Jordan hopes for the best. He watches for the shade.

”When you first get in the league you feel you can play forever until you get that injury or something to open your eyes a little bit ... “

But there is still the business of basketball and endless big business on the side, and Jordan stays

busier than ever in the middle of it all.

The Bulls pay him $3 million a year. He makes $10 million to $15 million more selling his name to CBS-Fox Video, Coca-Cola, Chicago Chevrolet dealers, McDonald’s, Wheaties and Nike - not to mention Amurol “Hang Time” gum and a new line of tuxedos.

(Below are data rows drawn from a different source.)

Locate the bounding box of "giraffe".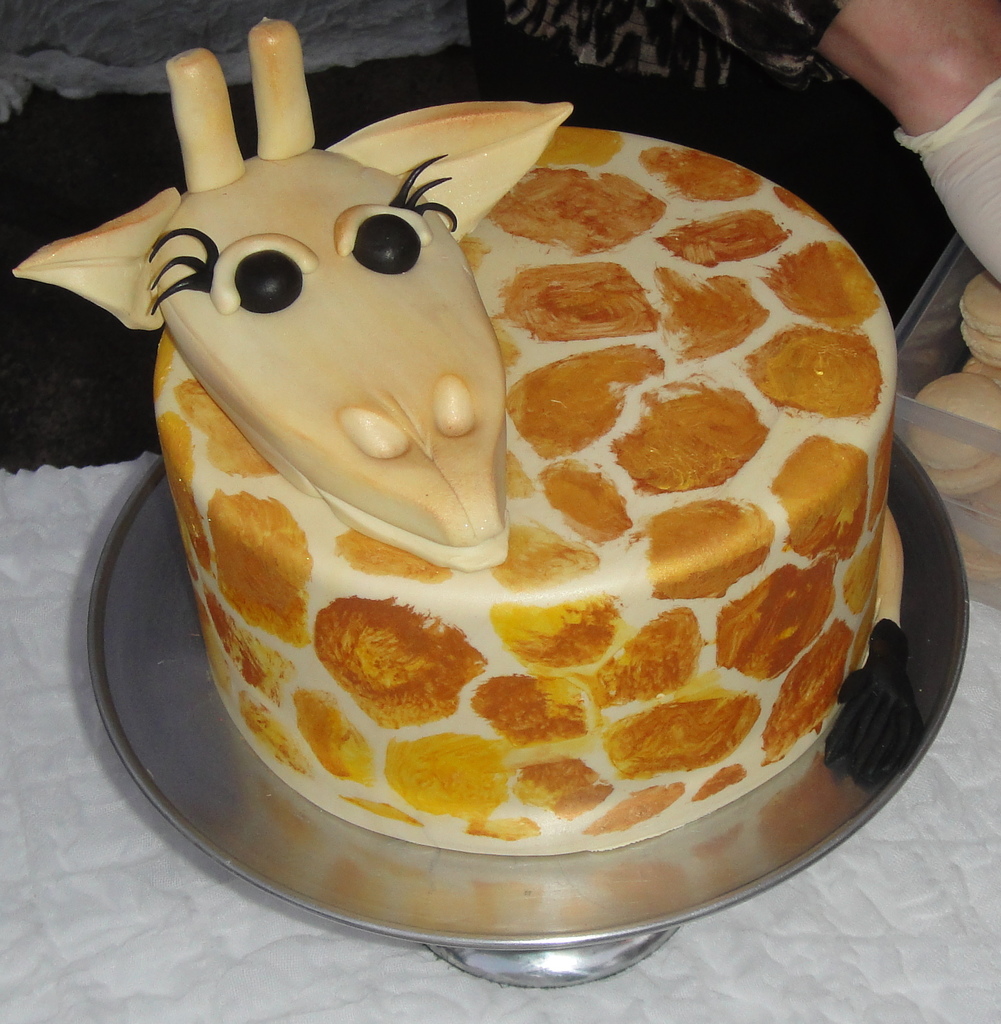
Bounding box: (left=10, top=16, right=573, bottom=564).
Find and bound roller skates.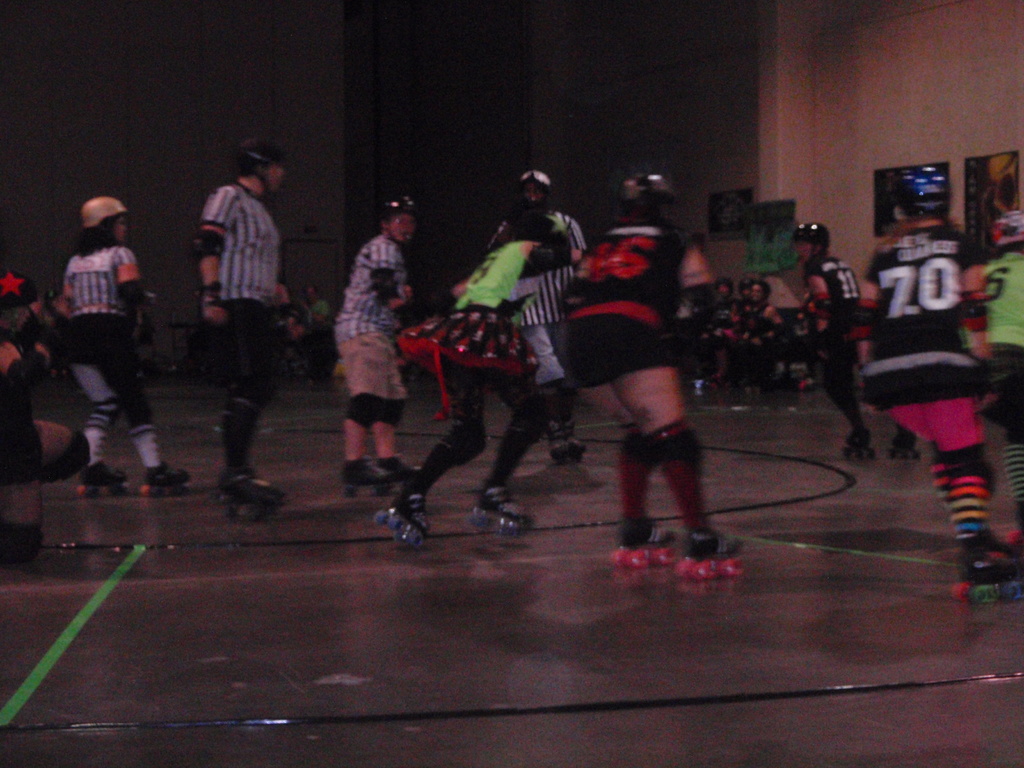
Bound: bbox(548, 428, 569, 466).
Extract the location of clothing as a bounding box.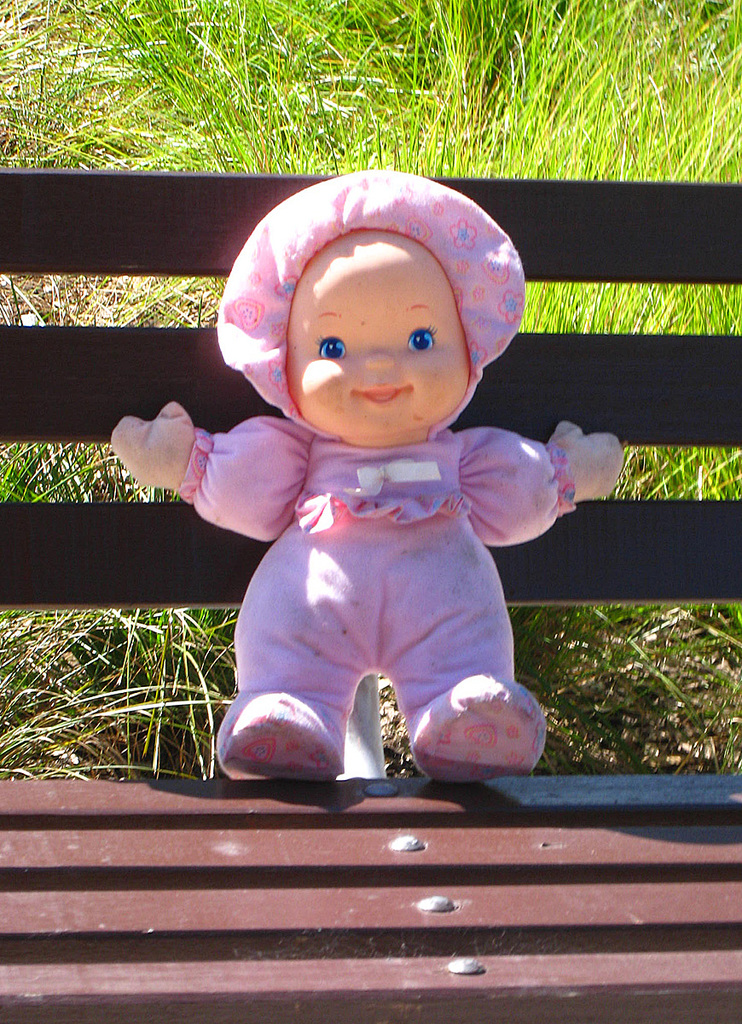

There is the Michael Jordan Foundation, raising money for scholarships and medical research and children’s charities.

There is his family in Highland Park, away from the spotlight. He and his wife, Juanita, have two sons, Jeffrey Michael, 2, and Marcus James, born last Christmas Eve. He likes to keep it private. His family isn’t a line of shoes.

Through it all, finally, it can be said: Jordan is at ease with his life.

”When you do something for a while, the first few times you do it, it’s a thrill,” he said. “It’s the opportunity of a lifetime and you never think you’ll have a chance to do it again.

”Then you build yourself a routine. Somehow you’re able to operate through that routine. The relationship I have with the media and the public - it’s all a routine now.”

You live and you learn. Michael Jordan, after all these years, seems to have got it down.